TOKYO, February 8. /TASS/. The system the United States, the Republic of Korea (ROK) and Japan are using to share information about missile launches of the Democratic People’s Republic of Korea (DPRK) has been a "porous umbrella" that will never prevent "the hail of fire from pouring down," a North Korean researcher wrote in an article.
"Though they [the hostile forces] are tediously advertising that they detected the DPRK’s ballistic missile launch earlier than before through the operation of the missile information-sharing system, they failed to follow it to the last because the missile disappeared from the radar before the landing and Japan and the puppet forces (South Korea - TASS) announced the missile range several hundred kilometers different," the North Korean Central News Agency (KCNA) quoted Kim Sol Hwa, a researcher of the Institute for Japan Studies at the North Korean Foreign Ministry, as saying.
"It goes without saying that the moves of the US, Japan and the puppet forces to share missile information are pursuant to the US scenario for realizing its hegemonic strategy to contain their strategic rivals by forming a triangular military alliance in the Asia-Pacific region under the pretext of coping with the DPRK’s `missile threat’," the North Korean researcher said. "It is nothing but a foolish attempt to prevent the hail of fire from pouring down with a porous umbrella called 'missile information-sharing system'," he concluded.
The January 14 test of North Korea’s solid-fuel ballistic missile was a planned test and had nothing to do with the situation in the region, the agency reported.
The Japanese Defense Ministry said then that the North Korean missile had flown at least 500 km and reached an altitude of up to 50 km before falling into the Sea of Japan. However, the South Korean Joint Chiefs of Staff said that the North’s missile had traveled about 1,000 km.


Exercise directions -
Each line of the listing, apart from the pictures, is to be printed exactly.

___ Records supplied

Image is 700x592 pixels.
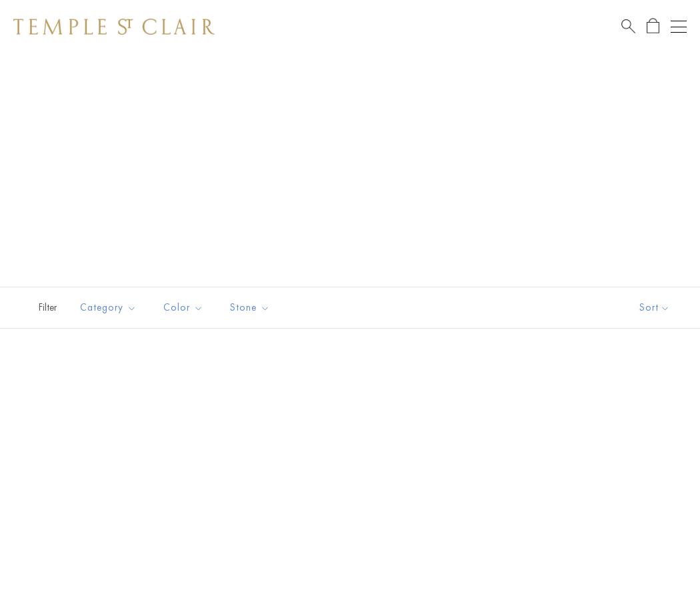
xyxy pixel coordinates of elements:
[646,18,659,35] a: Open Shopping Bag
[609,287,700,328] button: Show sort by
[621,18,635,35] a: Search
[14,19,214,35] img: Temple St. Clair
[671,19,686,35] button: Open navigation
[157,299,213,316] span: Color
[70,293,147,322] button: Category
[223,299,280,316] span: Stone
[220,293,280,322] button: Stone
[153,293,213,322] button: Color
[73,299,147,316] span: Category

______

Result for this task -
Image is 700x592 pixels.
xyxy pixel coordinates of elements:
[646,18,659,35] a: Open Shopping Bag
[609,287,700,328] button: Show sort by
[621,18,635,35] a: Search
[14,19,214,35] img: Temple St. Clair
[671,19,686,35] button: Open navigation
[157,299,213,316] span: Color
[70,293,147,322] button: Category
[223,299,280,316] span: Stone
[220,293,280,322] button: Stone
[153,293,213,322] button: Color
[73,299,147,316] span: Category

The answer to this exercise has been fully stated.